Standoff with man ends peacefully

Seattle

Police peacefully ended a standoff with a man who fired a gun and threatened suicide in a North Seattle home early Monday.

About 2:30 a.m. police received a 911 call from the home in the 200 block of Northwest 107th Street, said police Sgt. Deanna Nollette. The caller, another man who lives in the house, said the gunman had fired into the air, then put the gun to his head and threatened to shoot himself. The caller took the man's gun and left the house, along with a girl who lived there.

A SWAT and hostage-negotiation team was called because police knew other people still were in the home and that there could be other weapons, Nollette said.

After hours of negotiations, another man, a woman and a boy came out before the gunman surrendered.

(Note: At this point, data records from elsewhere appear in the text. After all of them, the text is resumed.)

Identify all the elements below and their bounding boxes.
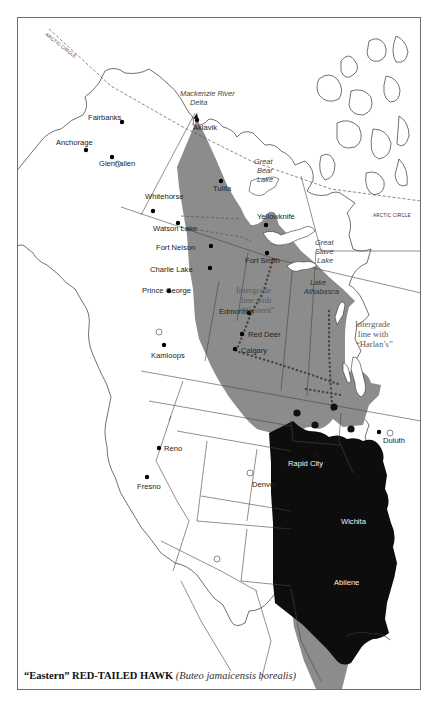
city-dot bbox=[264, 223, 268, 227]
city-label: Yellowknife bbox=[257, 212, 295, 221]
arctic-circle-label-nw: ARCTIC CIRCLE bbox=[44, 32, 77, 59]
city-label: Fresno bbox=[137, 482, 161, 491]
city-label: Watson Lake bbox=[153, 224, 197, 233]
city-label: Fairbanks bbox=[88, 113, 122, 122]
intergrade-harlans-label: Intergrade bbox=[355, 319, 390, 329]
intergrade-harlans-label-3: “Harlan’s” bbox=[356, 339, 393, 349]
city-label: Red Deer bbox=[248, 330, 281, 339]
mackenzie-label-2: Delta bbox=[190, 98, 207, 107]
arctic-islands bbox=[317, 36, 409, 195]
open-record-circle bbox=[247, 470, 253, 476]
great-bear-label-3: Lake bbox=[257, 175, 273, 184]
record-dot bbox=[293, 409, 300, 416]
city-label: Kamloops bbox=[151, 351, 185, 360]
great-slave-label: Great bbox=[315, 238, 334, 247]
city-dot bbox=[240, 332, 244, 336]
athabasca-label: Lake bbox=[310, 278, 326, 287]
city-label: Prince George bbox=[142, 286, 191, 295]
city-dot bbox=[162, 343, 166, 347]
scientific-name: (Buteo jamaicensis borealis) bbox=[176, 670, 296, 681]
intergrade-western-label-2: line with bbox=[241, 295, 272, 305]
great-bear-label: Great bbox=[254, 157, 273, 166]
year-round-range-black bbox=[269, 421, 397, 665]
range-map: ARCTIC CIRCLE ARCTIC CIRCLE Mackenzie Ri… bbox=[17, 17, 421, 690]
city-dot bbox=[157, 446, 161, 450]
city-label: Reno bbox=[164, 444, 182, 453]
city-dot bbox=[208, 266, 212, 270]
city-label: Fort Nelson bbox=[156, 243, 195, 252]
city-label: Denver bbox=[252, 480, 277, 489]
city-label: Charlie Lake bbox=[150, 265, 193, 274]
city-label: Whitehorse bbox=[145, 192, 183, 201]
great-bear-label-2: Bear bbox=[257, 166, 273, 175]
city-dot bbox=[377, 430, 381, 434]
open-record-circle bbox=[214, 556, 220, 562]
city-label: Wichita bbox=[341, 517, 367, 526]
city-dot bbox=[195, 118, 199, 122]
common-name: “Eastern” RED-TAILED HAWK bbox=[24, 670, 173, 681]
city-dot bbox=[209, 244, 213, 248]
city-label: Rapid City bbox=[288, 459, 323, 468]
open-record-circle bbox=[156, 329, 162, 335]
mackenzie-label: Mackenzie River bbox=[180, 89, 235, 98]
city-dot bbox=[145, 475, 149, 479]
record-dot bbox=[347, 425, 354, 432]
arctic-circle-label-e: ARCTIC CIRCLE bbox=[373, 213, 411, 218]
map-caption: “Eastern” RED-TAILED HAWK (Buteo jamaice… bbox=[24, 670, 296, 681]
city-label: Anchorage bbox=[56, 138, 93, 147]
city-dot bbox=[233, 347, 237, 351]
city-dot bbox=[265, 251, 269, 255]
city-dot bbox=[84, 148, 88, 152]
great-slave-label-2: Slave bbox=[315, 247, 334, 256]
athabasca-label-2: Athabasca bbox=[303, 287, 339, 296]
map-canvas: ARCTIC CIRCLE ARCTIC CIRCLE Mackenzie Ri… bbox=[18, 18, 421, 690]
city-label: Edmonton bbox=[219, 307, 254, 316]
intergrade-harlans-label-2: line with bbox=[358, 329, 389, 339]
city-label: Duluth bbox=[383, 436, 405, 445]
city-dot bbox=[151, 209, 155, 213]
record-dot bbox=[311, 421, 318, 428]
city-dot bbox=[219, 179, 223, 183]
city-label: Calgary bbox=[241, 346, 267, 355]
breeding-range-gray bbox=[177, 119, 381, 433]
city-label: Tulita bbox=[213, 184, 232, 193]
record-dot bbox=[312, 450, 319, 457]
city-label: Abilene bbox=[334, 578, 359, 587]
city-label: Fort Smith bbox=[245, 256, 280, 265]
intergrade-western-label: Intergrade bbox=[236, 285, 271, 295]
great-slave-label-3: Lake bbox=[317, 256, 333, 265]
city-label: Aklavik bbox=[193, 123, 217, 132]
record-dot bbox=[330, 403, 337, 410]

No one was hurt.

Seattle police arrested the gunman, 58, about 6 a.m. on suspicion of domestic violence and reckless endangerment.

Okanogan

6 arrested in raid on cockfight

Six people have been arrested and 25 roosters seized in a raid on a cockfight, Okanogan County sheriff's deputies said.

About 50 people fled from deputies who encountered the illegal cockfight on the north side of the Columbia River near Bridgeport while responding to a call Saturday afternoon, according to the Sheriff's Office.

Six were caught and arrested for investigation of animal fighting, which carries a maximum penalty of five years in prison and a $10,000 fine.

Portland

Gas prices in Oregon highest on mainland

You have to leave the mainland to find a state with higher gasoline prices than Oregon.

On Christmas Eve, the average price for a gallon of regular unleaded in Oregon sat at $2.69 — 25 percent higher than a year ago. Washington had the third-highest price at $2.67, and Hawaiians were paying $2.82. The national average was $2.34.

Oregon typically has high prices because it is far from the oil refineries where gasoline is made. But Elliott Eki of AAA Oregon/Idaho had no clear-cut answer for why the price has risen more than a dime in the past month.

"Some of the increase probably is the demand by drivers for the Christmas and New Year's weekends," he said. "But this is normally the time when gas prices are at their lowest level."

Oil-industry analysts say the main reasons for the increase are a rise in demand and the stabilization of crude oil at about $63 a barrel.

In Eugene/Springfield, the average price was $2.72. Salem and Portland motorists faced $2.69 a gallon.

Winchester Bay, Ore.

Rescue station to aid sand-dune drivers

Off-roading in the sand has long been a popular way to play on the Oregon Coast. But it's certainly not the safest.

Ambulances responded to 52 accidents this year at the Umpqua Lighthouse entrance to the Dunes National Recreation Area, treating people for everything from broken legs to head traumas.

Now, a new rescue station is opening that authorities hope can get help to victims sooner and even help prevent some injuries.

The 3,500-square-foot, $280,000 rescue station includes a classroom for teaching dunes rules and driver safety, as well as bays for storing law-enforcement and other emergency vehicles.